There's no schedule. No booking. We just go out and see what's there. That's genuinely how T&DSHOTS works. Me and Tom drive around Liverpool with the kit in the back and hope something good is parked up. Most of the time something is. Liverpool's got a mad car scene if you know where to look.
When we first started this we didn't really have a plan, just the idea that we wanted to photograph cars properly instead of on someone's phone. No studios, no paid locations, none of that. Just whatever's sitting on the street. And honestly some of the best shots we've done have been completely random. A Lambo outside a chippy, a mint condition 911 in a Tesco car park looking completely lost. You can't plan that stuff, it just happens.

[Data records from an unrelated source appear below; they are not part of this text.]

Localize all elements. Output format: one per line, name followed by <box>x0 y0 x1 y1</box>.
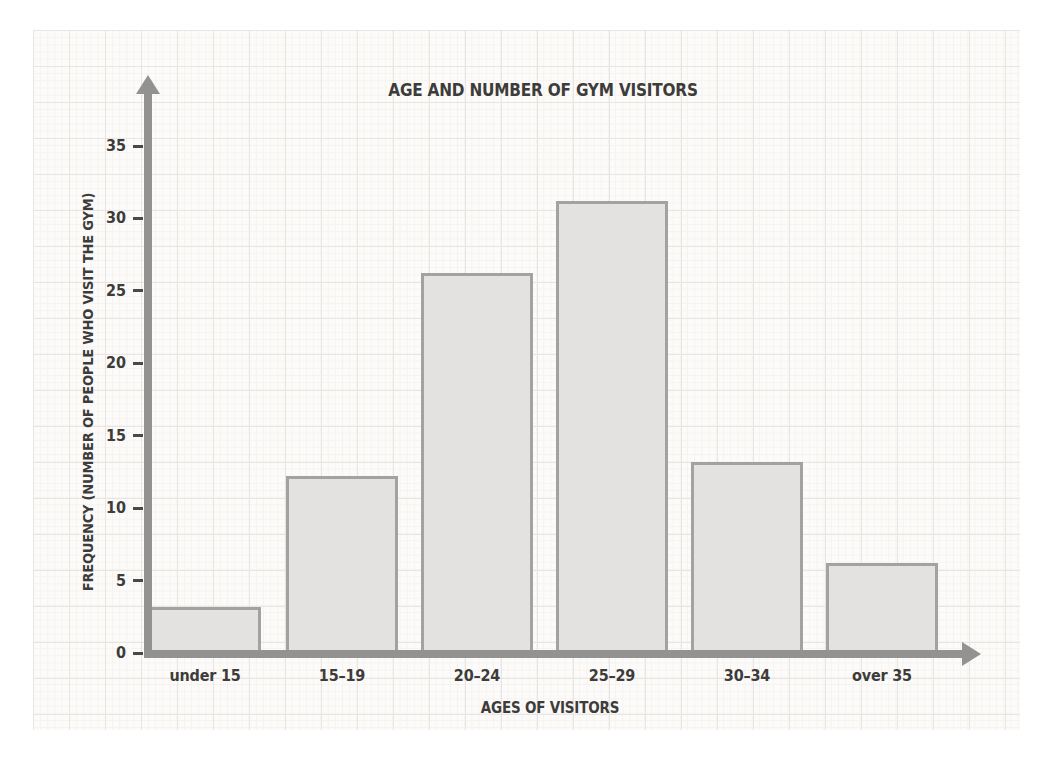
y-tick-label: 20 <box>86 353 126 373</box>
y-axis-title: FREQUENCY (NUMBER OF PEOPLE WHO VISIT TH… <box>80 193 96 592</box>
bar-30-34 <box>691 462 803 655</box>
bar-15-19 <box>286 476 398 655</box>
y-tick-mark <box>133 579 143 582</box>
y-tick-mark <box>133 652 143 655</box>
y-tick-mark <box>133 434 143 437</box>
y-tick-label: 35 <box>86 136 126 156</box>
bar-25-29 <box>556 201 668 655</box>
x-category-label: under 15 <box>135 666 275 686</box>
x-category-label: 25–29 <box>542 666 682 686</box>
y-tick-label: 0 <box>86 643 126 663</box>
y-tick-label: 5 <box>86 571 126 591</box>
y-tick-label: 15 <box>86 426 126 446</box>
y-tick-mark <box>133 507 143 510</box>
x-axis-title: AGES OF VISITORS <box>400 699 700 717</box>
bar-20-24 <box>421 273 533 655</box>
y-axis-line <box>144 92 152 658</box>
y-tick-label: 30 <box>86 208 126 228</box>
chart-title: AGE AND NUMBER OF GYM VISITORS <box>293 80 793 100</box>
bar-under-15 <box>149 607 261 655</box>
x-category-label: 20–24 <box>407 666 547 686</box>
y-tick-label: 25 <box>86 281 126 301</box>
x-category-label: 15–19 <box>272 666 412 686</box>
y-tick-mark <box>133 145 143 148</box>
y-axis-arrowhead-icon <box>136 75 160 94</box>
y-tick-mark <box>133 217 143 220</box>
bar-over-35 <box>826 563 938 655</box>
x-category-label: 30–34 <box>677 666 817 686</box>
x-axis-arrowhead-icon <box>962 642 981 666</box>
scanned-bar-chart-page: AGE AND NUMBER OF GYM VISITORS FREQUENCY… <box>0 0 1055 772</box>
x-category-label: over 35 <box>812 666 952 686</box>
y-tick-mark <box>133 289 143 292</box>
x-axis-line <box>144 650 964 658</box>
y-tick-mark <box>133 362 143 365</box>
y-tick-label: 10 <box>86 498 126 518</box>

A Lambo outside a chippy. A mint 911 in a Tesco car park. You can't plan that stuff, it just happens.
The Scout
We do drive around before we properly shoot though. Liverpool's got certain areas where the good cars show up, specific car parks, certain roads, times of day. We've clocked it over time just from being out a lot. Sunday mornings are different to Friday nights. After a night of rain the reflections off the road are worth it on their own. You start to just know where to go.
Going as two of us makes a difference as well. Tom's focused on the shot and I'm watching everything else, whether the owner's coming back, if the light's changing, if there's a better spot around the corner. You miss stuff when you're just one person trying to do everything at once.
Reading the Light
Liverpool weather is grim and that's actually a good thing for this. A proper grey overcast day gives you this really even, flat light that works brilliantly on metallic paint, no harsh shadows, no blown highlights. Midday summer sun is nearly unusable. Golden hour near the Mersey is genuinely special though, the river bounces the light back and you get an extra window that you don't really get inland.

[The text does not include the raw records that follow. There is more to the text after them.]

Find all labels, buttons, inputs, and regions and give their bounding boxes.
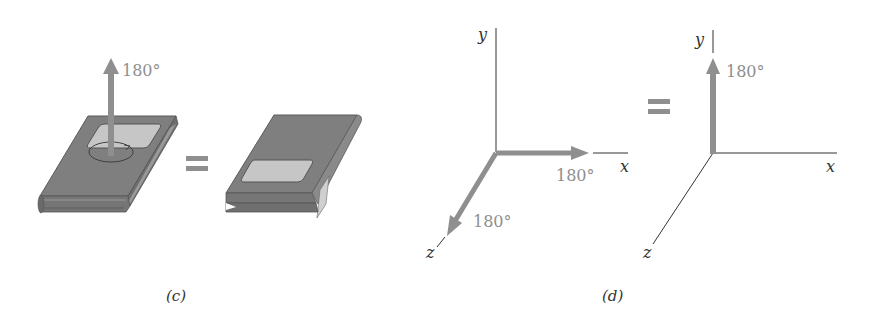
book-after-rotation: [226, 115, 362, 218]
x-rotation-label: 180°: [556, 166, 595, 185]
equals-sign-c: [186, 156, 208, 171]
caption-d: (d): [602, 287, 623, 305]
right-z-axis-label: z: [642, 243, 652, 262]
left-z-axis-label: z: [425, 243, 435, 262]
right-y-axis-label: y: [694, 30, 705, 49]
right-x-axis-label: x: [826, 157, 835, 176]
left-axes: [437, 28, 628, 247]
left-y-axis-label: y: [477, 25, 488, 44]
rotation-angle-label: 180°: [122, 61, 161, 80]
figure-canvas: 180° (c): [0, 0, 880, 322]
panel-c: 180° (c): [38, 58, 362, 305]
caption-c: (c): [166, 287, 186, 305]
equals-sign-d: [648, 99, 670, 114]
y-rotation-label: 180°: [726, 62, 765, 81]
left-x-axis-label: x: [620, 157, 629, 176]
z-rotation-label: 180°: [473, 212, 512, 231]
panel-d: y x z 180° 180° y x z 180° (d): [425, 25, 837, 305]
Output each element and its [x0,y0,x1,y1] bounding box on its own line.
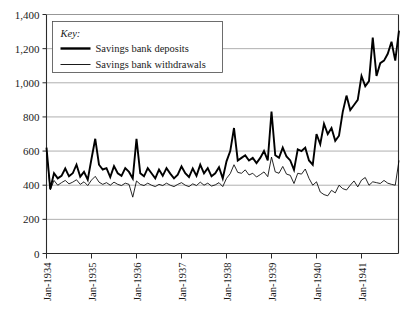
x-tick-label: Jan-1936 [132,263,143,302]
x-tick-label: Jan-1941 [357,263,368,302]
x-axis-tick-labels: Jan-1934Jan-1935Jan-1936Jan-1937Jan-1938… [42,262,368,301]
y-tick-label: 600 [23,145,40,157]
y-tick-label: 400 [23,179,40,191]
x-tick-label: Jan-1939 [267,263,278,302]
x-tickmarks-group [47,254,362,259]
x-tick-label: Jan-1935 [87,263,98,302]
y-tick-label: 0 [34,248,40,260]
y-tick-label: 200 [23,213,40,225]
y-tick-label: 1,000 [15,77,40,89]
legend-label-1: Savings bank deposits [96,43,189,54]
legend-label-2: Savings bank withdrawals [96,59,206,70]
x-tick-label: Jan-1934 [42,262,53,301]
chart-container: 02004006008001,0001,2001,400 Jan-1934Jan… [0,0,411,325]
chart-legend: Key:Savings bank depositsSavings bank wi… [53,22,223,73]
x-tick-label: Jan-1937 [177,263,188,302]
legend-title: Key: [60,28,81,39]
y-tick-label: 800 [23,111,40,123]
y-tick-label: 1,200 [15,43,40,55]
y-tickmarks-group [43,15,47,254]
y-axis-tick-labels: 02004006008001,0001,2001,400 [15,9,40,260]
x-tick-label: Jan-1938 [222,263,233,302]
y-tick-label: 1,400 [15,9,40,21]
x-tick-label: Jan-1940 [312,263,323,302]
line-chart: 02004006008001,0001,2001,400 Jan-1934Jan… [0,0,411,325]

We don't carry any lights or rigs. Everything's natural. Partly because we move fast and can't be lugging gear around, but also because we want the photos to look like Liverpool actually looks. Not like a studio that could be anywhere.
The Approach
When we find something worth shooting Tom doesn't faff about. He gets loads of frames down quick because the situation can change in a minute. Owner comes back, someone parks in front, cloud moves over. Then we go through them after and find the best one. That's where the edit does a lot of the work.
If the car's still there after we're done, we print the shot on the spot and stick it on the windscreen. That's the bit that always surprises people when we explain it. The owner comes back and there's a proper print of their car sitting on the glass, no note asking for money, no invoice. Just the photo. Our details are on the back if they want more.